DAVID [Rising, gloomily]
Yes, there's a damper over everything.
MENDEL
Nonsense-the rain hasn't damped your triumph in the least. In fact, the more delicate effects wouldn't have gone so well in the open air. Listen!
DAVID
Let them shout. Who told you I was up here?
MENDEL
Miss Revendal, of course.
DAVID [Agitated]
Miss Revendal? How should she know?
MENDEL [Sullenly]
She seems to understand your crazy ways.
DAVID [Passing his hand over his eyes]
Ah, you never understood me, uncle.... How did she look? Was she pale?
MENDEL
Never mind about Miss Revendal. Pappelmeister wants you-the people insist on seeing you. Nobody can quiet them.
DAVID
They saw me all through the symphony in my place in the orchestra.
MENDEL
They didn't know you were the composer as well as the first violin. Now Miss Revendal has told them.

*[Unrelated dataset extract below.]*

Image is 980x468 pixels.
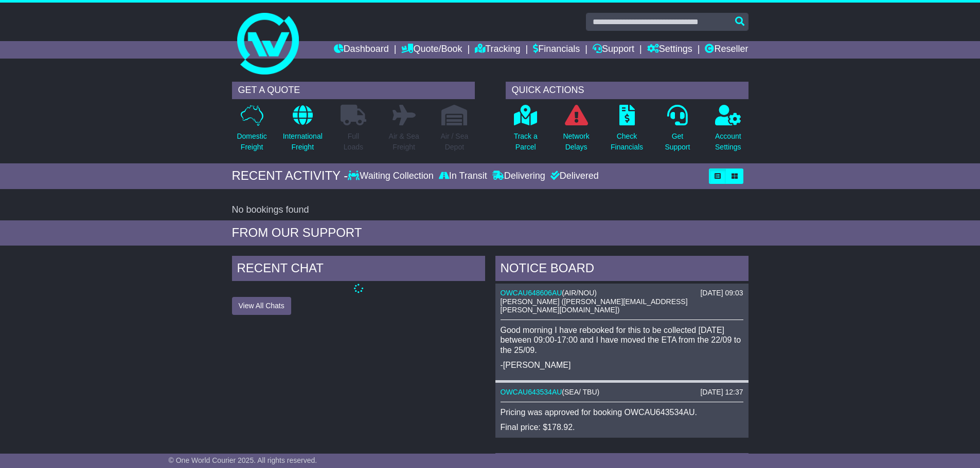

[Louder applause.] There! Eleven minutes it has gone on-like for an office-seeker. You must come and show yourself.
DAVID
I won't-I'm not an office-seeker. Leave me to my misery.
MENDEL
Your misery? With all this glory and greatness opening before you? Wait till you're my age--
[Shouts of "QUIXANO!"] You hear! What is to be done with them?
DAVID
Send somebody on the platform to remind them this is the interval for refreshments!
MENDEL
Don't be cynical. You know your dearest wish was to melt these simple souls with your music. And now--
DAVID
Now I have only made my own stony.
MENDEL
You are right. You are stone all over-ever since you came back home to us. Turned into a pillar of salt, mother says-like Lot's wife.
DAVID
That was the punishment for looking backward. Ah, uncle, there's more sense in that old Bible than the Rabbis suspect. Perhaps that is the secret of our people's paralysis-we are always looking backward.
[He drops hopelessly into an iron garden-chair behind him. ]
MENDEL [Stopping him before he touches the seat]
Take care-it's sopping wet. You don't look backward enough.
[He takes out his handkerchief and begins drying the chair. ]
DAVID [Faintly smiling]
I thought you wanted the salt to melt.